LESSONS FROM CHINA 79
adult leukemia,1 childhood brain, adult brain,1 stomach and esophagus
(throat) decreased. As you can see, this is a sizable list. Most Americans
know that if you have high cholesterol, you should worry about your
heart, but they don't know that you might want to worry about cancer
as well.
There are several types of blood cholesterol, including LDL and HDL
cholesterol. LDL is the "bad" kind and HDL is the "good" kind. In the
China Study higher levels of the bad LDL cholesterol also were associ-
ated with Western diseases.
Keep in mind that these diseases, by Western standards, were rela-
tively rare in China and that blood cholesterol levels were quite low
by Western standards. Our findings made a convincing case that many
Chinese had an advantage at the lower cholesterol levels, even below
170 mgldL. Now imagine a country where the inhabitants had blood
cholesterol levels far higher than the Chinese average. You might expect
that these relatively rare diseases, such as heart disease and some can-
cers, would be prevelant, perhaps even the leading killers!

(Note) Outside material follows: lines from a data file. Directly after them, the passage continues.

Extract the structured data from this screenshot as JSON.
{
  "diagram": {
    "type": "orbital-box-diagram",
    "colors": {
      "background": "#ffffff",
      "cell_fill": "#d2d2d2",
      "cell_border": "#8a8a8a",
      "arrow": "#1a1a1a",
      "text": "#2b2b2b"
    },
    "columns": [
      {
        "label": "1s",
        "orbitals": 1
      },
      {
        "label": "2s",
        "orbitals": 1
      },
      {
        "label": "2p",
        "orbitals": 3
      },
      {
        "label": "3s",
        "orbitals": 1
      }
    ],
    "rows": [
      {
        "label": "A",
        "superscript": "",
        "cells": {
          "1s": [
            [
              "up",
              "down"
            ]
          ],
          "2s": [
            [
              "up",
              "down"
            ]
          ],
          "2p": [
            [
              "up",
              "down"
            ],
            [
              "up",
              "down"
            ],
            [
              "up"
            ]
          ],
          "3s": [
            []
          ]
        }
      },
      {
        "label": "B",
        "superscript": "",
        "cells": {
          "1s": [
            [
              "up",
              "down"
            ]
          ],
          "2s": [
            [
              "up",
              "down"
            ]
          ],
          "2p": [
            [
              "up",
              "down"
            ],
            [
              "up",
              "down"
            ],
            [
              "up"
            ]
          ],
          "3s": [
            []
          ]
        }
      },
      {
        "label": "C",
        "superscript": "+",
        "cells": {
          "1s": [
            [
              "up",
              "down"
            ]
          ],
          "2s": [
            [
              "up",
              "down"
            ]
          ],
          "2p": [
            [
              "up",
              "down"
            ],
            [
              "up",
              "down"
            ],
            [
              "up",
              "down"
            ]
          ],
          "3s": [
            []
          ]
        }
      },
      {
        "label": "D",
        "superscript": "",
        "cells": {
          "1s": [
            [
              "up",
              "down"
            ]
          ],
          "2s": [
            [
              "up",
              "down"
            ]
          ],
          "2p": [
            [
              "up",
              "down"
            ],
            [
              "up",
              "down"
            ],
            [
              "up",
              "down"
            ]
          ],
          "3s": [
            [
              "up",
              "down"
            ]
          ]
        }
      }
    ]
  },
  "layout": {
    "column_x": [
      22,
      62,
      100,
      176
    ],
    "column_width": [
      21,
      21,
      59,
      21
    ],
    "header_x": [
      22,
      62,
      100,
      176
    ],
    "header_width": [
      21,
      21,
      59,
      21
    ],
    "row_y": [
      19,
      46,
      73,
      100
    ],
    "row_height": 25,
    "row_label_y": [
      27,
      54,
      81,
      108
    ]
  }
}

Of course, this is exactly the case in the West. To give a couple of
examples at the time of our study, the death rate from coronary heart
disease was seventeen times higher among American men than rural Chi-
nese men.^13 The American death rate from breast cancer was five times
higher than the rural Chinese rate.
Even more remarkable were the extraordinarily low rates of coronary
heart disease (CHD) in the southwestern Chinese provinces of Sichuan
and Guizhou. During a three-year observation period (1973-1975),
there was not one single person who died of CHD before the age of six-
ty-four, among 246,000 men in a Guizhou county and 181 ,000 women
in a Sichuan county! 14
After these low cholesterol data were made public, I learned from
three very prominent heart disease researchers and physicians, Drs.

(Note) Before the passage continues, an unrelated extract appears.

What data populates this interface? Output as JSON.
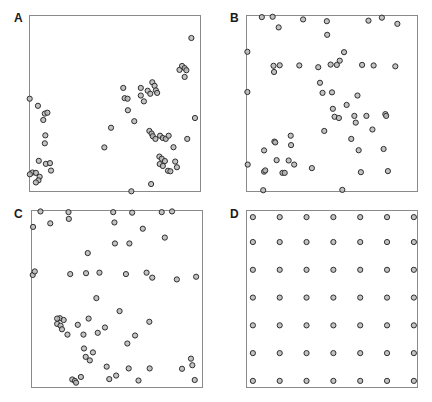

Bill Castelli, Bill Roberts and Caldwell Esselstyn, Jr., that in their long
careers they had never seen a heart disease fatality among their patients
who had blood cholesterol levels below 150 mgldL. Dr. Castelli was the
long-time director of the famous Framingham Heart Study of NIH; Dr.
Esselstyn was a renowned surgeon at the Cleveland Clinic who did a
remarkable study reversing heart disease (chapter five); Dr. Roberts has
long been editor of the prestigious medical journal Cardiology.